Because there were two battery banks running in parallel but only one BMS cable connected, my first assumption was that communication topology was wrong.

So we changed it:

  • Disabled parallel battery setting
  • Switched to dual channel mode
  • Ran separate BMS cables:
    • Bank 1 to BMS1
    • Bank 2 to BMS2

Logically, this should have cleaned things up.

It made absolutely no difference.

At that point I knew it wasn’t just a configuration issue.


Second Direction – Grid Instability

Because of the municipal breaker issue, I shifted focus to the AC side.

The system was bypassed temporarily, which gave me room to experiment without risking shutdowns to the site.

I started playing with operational states.

Here’s where it got interesting.

If I disabled export to grid-tied loads, the fault stopped completely.

As soon as export resumed, the F58 fault came back.

That was the first real clue.


Controlled Testing

I then started deliberately manipulating current.

High discharge

Let the batteries discharge at maximum current.

Fault returned almost immediately.

Let battery rest

Once battery reached its discharge floor and current dropped.

Fault stopped.

Forced charge at 5A

Charged cleanly. No fault.

Increased to 50A

Fault immediately returned.

Reduced to 10A

Stable again.

That pattern was too consistent to ignore.

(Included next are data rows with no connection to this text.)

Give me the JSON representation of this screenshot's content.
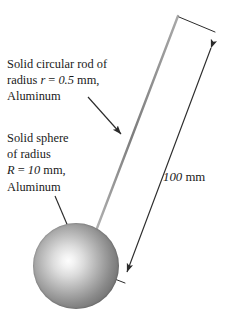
{
  "figure": {
    "background_color": "#ffffff",
    "line_color": "#2b2b2b",
    "rod_color": "#8a8a8a",
    "text_color": "#1a1a1a"
  },
  "rod_label": {
    "line1": "Solid circular rod of",
    "line2_prefix": "radius ",
    "line2_symbol": "r",
    "line2_equals": " = ",
    "line2_value": "0.5",
    "line2_unit": " mm,",
    "line3": "Aluminum"
  },
  "sphere_label": {
    "line1": "Solid sphere",
    "line2": "of radius",
    "line3_symbol": "R",
    "line3_equals": " = ",
    "line3_value": "10",
    "line3_unit": " mm,",
    "line4": "Aluminum"
  },
  "dimension": {
    "value": "100",
    "unit": " mm"
  },
  "geometry": {
    "sphere_center_x": 76,
    "sphere_center_y": 266,
    "sphere_radius_px": 43,
    "rod_top_x": 178,
    "rod_top_y": 16,
    "rod_bottom_x": 94,
    "rod_bottom_y": 234
  }
}
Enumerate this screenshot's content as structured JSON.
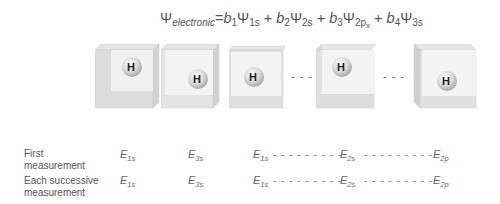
{
  "equation": {
    "lhs_symbol": "Ψ",
    "lhs_sub": "electronic",
    "equals": "=",
    "terms": [
      {
        "coef": "b",
        "coef_sub": "1",
        "psi": "Ψ",
        "psi_sub": "1s"
      },
      {
        "coef": "b",
        "coef_sub": "2",
        "psi": "Ψ",
        "psi_sub": "2s"
      },
      {
        "coef": "b",
        "coef_sub": "3",
        "psi": "Ψ",
        "psi_sub": "2p",
        "psi_sub2": "x"
      },
      {
        "coef": "b",
        "coef_sub": "4",
        "psi": "Ψ",
        "psi_sub": "3s"
      }
    ],
    "plus": "+"
  },
  "boxes": [
    {
      "atom": "H"
    },
    {
      "atom": "H"
    },
    {
      "atom": "H"
    },
    {
      "atom": "H"
    },
    {
      "atom": "H"
    }
  ],
  "ellipsis": "- - -",
  "rows": [
    {
      "label_line1": "First",
      "label_line2": "measurement",
      "values": [
        {
          "sym": "E",
          "sub": "1s"
        },
        {
          "sym": "E",
          "sub": "3s"
        },
        {
          "sym": "E",
          "sub": "1s"
        },
        {
          "sym": "E",
          "sub": "2s"
        },
        {
          "sym": "E",
          "sub": "2p"
        }
      ],
      "dash": "- - - - - - - - -"
    },
    {
      "label_line1": "Each successive",
      "label_line2": "measurement",
      "values": [
        {
          "sym": "E",
          "sub": "1s"
        },
        {
          "sym": "E",
          "sub": "3s"
        },
        {
          "sym": "E",
          "sub": "1s"
        },
        {
          "sym": "E",
          "sub": "2s"
        },
        {
          "sym": "E",
          "sub": "2p"
        }
      ],
      "dash": "- - - - - - - - -"
    }
  ]
}
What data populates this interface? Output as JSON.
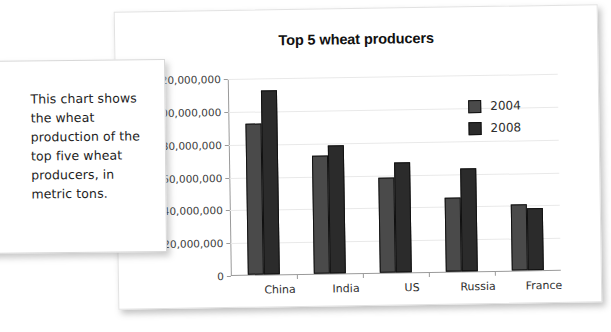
{
  "caption": {
    "text": "This chart shows the wheat production of the top five wheat producers, in metric tons."
  },
  "chart_data": {
    "type": "bar",
    "title": "Top 5 wheat producers",
    "xlabel": "",
    "ylabel": "",
    "ylim": [
      0,
      120000000
    ],
    "ytick_labels": [
      "0",
      "20,000,000",
      "40,000,000",
      "60,000,000",
      "80,000,000",
      "100,000,000",
      "120,000,000"
    ],
    "ytick_values": [
      0,
      20000000,
      40000000,
      60000000,
      80000000,
      100000000,
      120000000
    ],
    "grid": true,
    "legend_position": "inside-top-right",
    "categories": [
      "China",
      "India",
      "US",
      "Russia",
      "France"
    ],
    "series": [
      {
        "name": "2004",
        "color": "#4a4a4a",
        "values": [
          92000000,
          72000000,
          58000000,
          45000000,
          40000000
        ]
      },
      {
        "name": "2008",
        "color": "#2b2b2b",
        "values": [
          112000000,
          78000000,
          67000000,
          63000000,
          38000000
        ]
      }
    ]
  }
}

You can see by the image below, the moment charge currents were increased from small amounts to larger amounts, the BMS communication loss occurs as listed above.


Pattern Identified

The F58 fault only occurred when there was high AC current at the inverter.

Specifically:

  • High charge current (large AC input current)
  • High discharge current (large AC output current)
  • High export during PV production

When current was low — the system was stable.

That ruled out:

  • Random firmware instability
  • Pure battery failure
  • Inverter hardware defect
  • Grid frequency behaviour

The variable was current magnitude.

Further evidence to this can be seen in the below images where if a high AC current is present at the inverter, we can see the same BMS communication loss. When grid currents are low, there is no BMS communication loss (batteries are not charging nor discharging at this point, inverter is set to keep batteries charged).


What That Left

At that point, there was only one logical direction left:

Interference.

The BMS cable was running near high-current AC conductors.

Under heavy load, electromagnetic noise was being induced onto the communication line.

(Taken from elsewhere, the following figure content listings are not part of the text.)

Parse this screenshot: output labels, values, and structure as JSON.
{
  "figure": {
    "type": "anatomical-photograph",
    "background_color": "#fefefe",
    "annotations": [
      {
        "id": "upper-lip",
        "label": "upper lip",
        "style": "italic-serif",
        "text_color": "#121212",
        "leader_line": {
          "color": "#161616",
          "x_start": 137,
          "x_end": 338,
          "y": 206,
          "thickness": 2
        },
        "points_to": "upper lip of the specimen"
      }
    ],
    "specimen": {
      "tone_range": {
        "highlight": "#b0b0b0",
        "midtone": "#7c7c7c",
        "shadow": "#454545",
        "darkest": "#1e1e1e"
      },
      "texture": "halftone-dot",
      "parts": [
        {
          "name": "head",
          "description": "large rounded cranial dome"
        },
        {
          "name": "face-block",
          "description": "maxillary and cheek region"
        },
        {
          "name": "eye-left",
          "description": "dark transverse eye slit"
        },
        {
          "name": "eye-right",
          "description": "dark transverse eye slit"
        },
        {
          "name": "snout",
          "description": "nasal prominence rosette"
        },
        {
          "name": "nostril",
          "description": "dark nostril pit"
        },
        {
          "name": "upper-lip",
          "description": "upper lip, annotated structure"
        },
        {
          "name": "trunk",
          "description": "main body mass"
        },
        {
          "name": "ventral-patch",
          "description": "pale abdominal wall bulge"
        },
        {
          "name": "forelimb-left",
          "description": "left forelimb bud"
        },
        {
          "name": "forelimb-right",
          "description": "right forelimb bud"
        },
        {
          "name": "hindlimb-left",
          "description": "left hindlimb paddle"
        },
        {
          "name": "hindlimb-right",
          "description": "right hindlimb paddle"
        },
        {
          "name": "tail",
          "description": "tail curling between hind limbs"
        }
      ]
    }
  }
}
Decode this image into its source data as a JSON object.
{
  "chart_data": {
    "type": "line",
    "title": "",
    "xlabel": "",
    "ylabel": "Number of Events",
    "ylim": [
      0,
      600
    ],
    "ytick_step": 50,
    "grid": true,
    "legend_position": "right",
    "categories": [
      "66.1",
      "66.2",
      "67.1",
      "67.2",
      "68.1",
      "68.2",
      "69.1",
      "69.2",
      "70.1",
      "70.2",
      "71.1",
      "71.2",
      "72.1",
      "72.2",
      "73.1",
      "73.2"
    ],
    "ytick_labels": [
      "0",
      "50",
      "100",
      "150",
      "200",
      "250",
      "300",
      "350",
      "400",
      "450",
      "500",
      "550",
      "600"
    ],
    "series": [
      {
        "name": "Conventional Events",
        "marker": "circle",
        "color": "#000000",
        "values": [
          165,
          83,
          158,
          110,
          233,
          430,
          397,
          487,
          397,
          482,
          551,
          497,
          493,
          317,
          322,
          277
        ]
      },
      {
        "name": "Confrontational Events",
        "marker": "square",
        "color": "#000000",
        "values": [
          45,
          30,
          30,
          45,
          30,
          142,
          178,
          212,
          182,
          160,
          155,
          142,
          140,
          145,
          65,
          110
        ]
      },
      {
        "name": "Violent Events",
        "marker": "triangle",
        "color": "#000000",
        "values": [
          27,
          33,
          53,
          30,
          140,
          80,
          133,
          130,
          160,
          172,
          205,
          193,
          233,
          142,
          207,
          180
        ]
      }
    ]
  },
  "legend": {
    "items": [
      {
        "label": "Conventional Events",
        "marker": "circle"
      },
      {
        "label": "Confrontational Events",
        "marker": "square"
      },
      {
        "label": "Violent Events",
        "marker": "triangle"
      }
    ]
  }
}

That explained the behaviour perfectly:

  1. Inverter starts charging
  2. High current flows
  3. Interference corrupts BMS signal
  4. Inverter logs comm fault
  5. Charging stops
  6. Current drops
  7. Interference disappears
  8. Inverter recovers
  9. Charging resumes
  10. Cycle repeats

The 10-minute repetition lined up with retry behaviour.

Both the battery manufacturer and inverter manufacturer had initially pointed fingers at each other. In reality, both devices were doing exactly what they should.

The problem wasn’t either device.

It was the communication layer between them.


Fix

We:

  • Replaced the BMS cable with shielded CAT6
  • Rerouted it away from AC and DC power cables
  • Added a ferrite toroid to suppress high-frequency noise
  • Ensured no parallel runs alongside high-current conductors

After that:

  • No recurrence of the F58 BMS comm fault
  • Stable high-current charging
  • Stable discharge
  • No cyclical shutdowns

System has been operating normally since.


Takeaways

  • If a communication fault appears cyclical and load-dependent, suspect interference.
  • High-current environments demand proper cable routing.
  • Shielding and physical separation matter more than most people think.
  • Always isolate the variable before replacing hardware.
  • If two manufacturers are blaming each other, go back to fundamentals.